Escape from New York: Zack Snyder Working on the Remake

EditorsCinema1 month ago2 Views

Zack Snyder will direct a new version of Escape from New York, John Carpenter’s 1981 cult classic: could Jason Momoa play Snake Plissken?

Zack Snyder has been chosen to write and direct a new “reimagining” of Escape from New York, John Carpenter’s sci-fi film. The project is being developed by StudioCanal and The Picture Company, with Snyder also producing through Stone Quarry and John Carpenter attached as executive producer.

There is currently no cast or release date, but the intention appears to be a theatrical release rather than a straightforward streaming title.

Amid the anticipation, Jason Momoa’s name has also begun circulating again, with fans frequently suggesting him as a possible new Snake Plissken. The actor, however, has not confirmed any involvement and has instead suggested that he remains cautious about the idea: in his view, Plissken is too closely tied to the face, voice and physical screen presence of Kurt Russell. Snake is not defined by physical grandeur, but by restraint, exhaustion, contempt for authority and threatening silence.

Snake Plissken, a Myth Snyder Must Handle with Care

Snyder is drawn to terminal heroes, collapsing worlds and corrupted mythologies transformed into visual icons. Escape from New York offers him everything: an already legendary protagonist, a prison city, a rotten political establishment, a suicide mission and an endless night.

In the original film, Manhattan had been turned into a maximum-security prison. The President crash-landed on the island after Air Force One was hijacked, and Snake, a former war hero turned criminal, was sent in to retrieve him within twenty-four hours in exchange for a pardon. To guarantee his obedience, the authorities implanted two small explosives in his neck.

Kurt Russell played S.D. Bob Plissken, known as Snake, like a Western ghost thrown into urban science fiction: an eye patch, a low voice, absolute cynicism and no desire whatsoever to save the world. He was certainly not a superhero waiting to be monumentalised.

Giving the role to a star as immediately recognisable as Jason Momoa could provide the remake with instant momentum, but it could also burden him with an almost impossible comparison to the original. Snyder will have to decide whether to transform a contemporary muscular icon into Snake Plissken, or find a cynical, elusive performer capable of disappearing behind that eye patch.

Carpenter’s Prison Manhattan Still Speaks to the Present

The 1981 film remains powerful because Carpenter did not invent its future from nothing. He began with a New York already perceived as wounded, decaying and ready to become an urban nightmare. With Nick Castle contributing to the rewrites, Debra Hill and Larry Franco producing, and Dean Cundey serving as cinematographer, that vision became a lean, nocturnal and poisonous action film.

St. Louis was used to recreate a devastated Manhattan, partly through urban areas already marked by abandonment and decay. The production created a sharp contrast between the cold environments of political power and the almost medieval landscape of the prison city. Carpenter was not simply imagining the future: he was depicting distrust in institutions, American political paranoia and the law of the streets.

Today, those fears have changed shape.

Today, a prison does not necessarily have concrete walls. It can take the form of control, surveillance, permanent security and emergency transformed into a system. That is why the most interesting question is not simply who will inherit Kurt Russell’s eye patch, but what escape could mean today.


* Assigned task
Omit the images, then output each of the records below exactly.

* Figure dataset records
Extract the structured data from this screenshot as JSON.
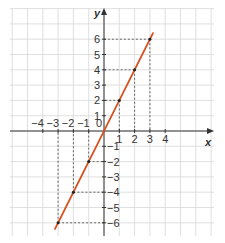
{
  "chart_data": {
    "type": "line",
    "title": "",
    "xlabel": "x",
    "ylabel": "y",
    "xlim": [
      -4,
      4
    ],
    "ylim": [
      -6,
      6
    ],
    "grid": true,
    "x_ticks": [
      -4,
      -3,
      -2,
      -1,
      1,
      2,
      3,
      4
    ],
    "y_ticks": [
      -6,
      -5,
      -4,
      -3,
      -2,
      -1,
      1,
      2,
      3,
      4,
      5,
      6
    ],
    "x_tick_labels": [
      "−4",
      "−3",
      "−2",
      "−1",
      "1",
      "2",
      "3",
      "4"
    ],
    "y_tick_labels": [
      "−6",
      "−5",
      "−4",
      "−3",
      "−2",
      "−1",
      "1",
      "2",
      "3",
      "4",
      "5",
      "6"
    ],
    "origin_label": "0",
    "series": [
      {
        "name": "y = 2x",
        "color": "#d4501e",
        "x": [
          -3.2,
          3.2
        ],
        "y": [
          -6.4,
          6.4
        ]
      }
    ],
    "marked_points": [
      {
        "x": -3,
        "y": -6
      },
      {
        "x": -2,
        "y": -4
      },
      {
        "x": -1,
        "y": -2
      },
      {
        "x": 1,
        "y": 2
      },
      {
        "x": 2,
        "y": 4
      },
      {
        "x": 3,
        "y": 6
      }
    ]
  },
  "layout": {
    "origin_px": [
      104,
      131
    ],
    "unit_px": 15.3,
    "grid_px": {
      "left": 10,
      "right": 214,
      "top": 8,
      "bottom": 236
    },
    "colors": {
      "grid": "#d8d8d8",
      "axis": "#333333",
      "line": "#d4501e",
      "guide": "#444444",
      "point": "#222222"
    }
  }
}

* Response box
Extract the structured data from this screenshot as JSON.
{
  "chart_data": {
    "type": "line",
    "title": "",
    "xlabel": "x",
    "ylabel": "y",
    "xlim": [
      -4,
      4
    ],
    "ylim": [
      -6,
      6
    ],
    "grid": true,
    "x_ticks": [
      -4,
      -3,
      -2,
      -1,
      1,
      2,
      3,
      4
    ],
    "y_ticks": [
      -6,
      -5,
      -4,
      -3,
      -2,
      -1,
      1,
      2,
      3,
      4,
      5,
      6
    ],
    "x_tick_labels": [
      "−4",
      "−3",
      "−2",
      "−1",
      "1",
      "2",
      "3",
      "4"
    ],
    "y_tick_labels": [
      "−6",
      "−5",
      "−4",
      "−3",
      "−2",
      "−1",
      "1",
      "2",
      "3",
      "4",
      "5",
      "6"
    ],
    "origin_label": "0",
    "series": [
      {
        "name": "y = 2x",
        "color": "#d4501e",
        "x": [
          -3.2,
          3.2
        ],
        "y": [
          -6.4,
          6.4
        ]
      }
    ],
    "marked_points": [
      {
        "x": -3,
        "y": -6
      },
      {
        "x": -2,
        "y": -4
      },
      {
        "x": -1,
        "y": -2
      },
      {
        "x": 1,
        "y": 2
      },
      {
        "x": 2,
        "y": 4
      },
      {
        "x": 3,
        "y": 6
      }
    ]
  },
  "layout": {
    "origin_px": [
      104,
      131
    ],
    "unit_px": 15.3,
    "grid_px": {
      "left": 10,
      "right": 214,
      "top": 8,
      "bottom": 236
    },
    "colors": {
      "grid": "#d8d8d8",
      "axis": "#333333",
      "line": "#d4501e",
      "guide": "#444444",
      "point": "#222222"
    }
  }
}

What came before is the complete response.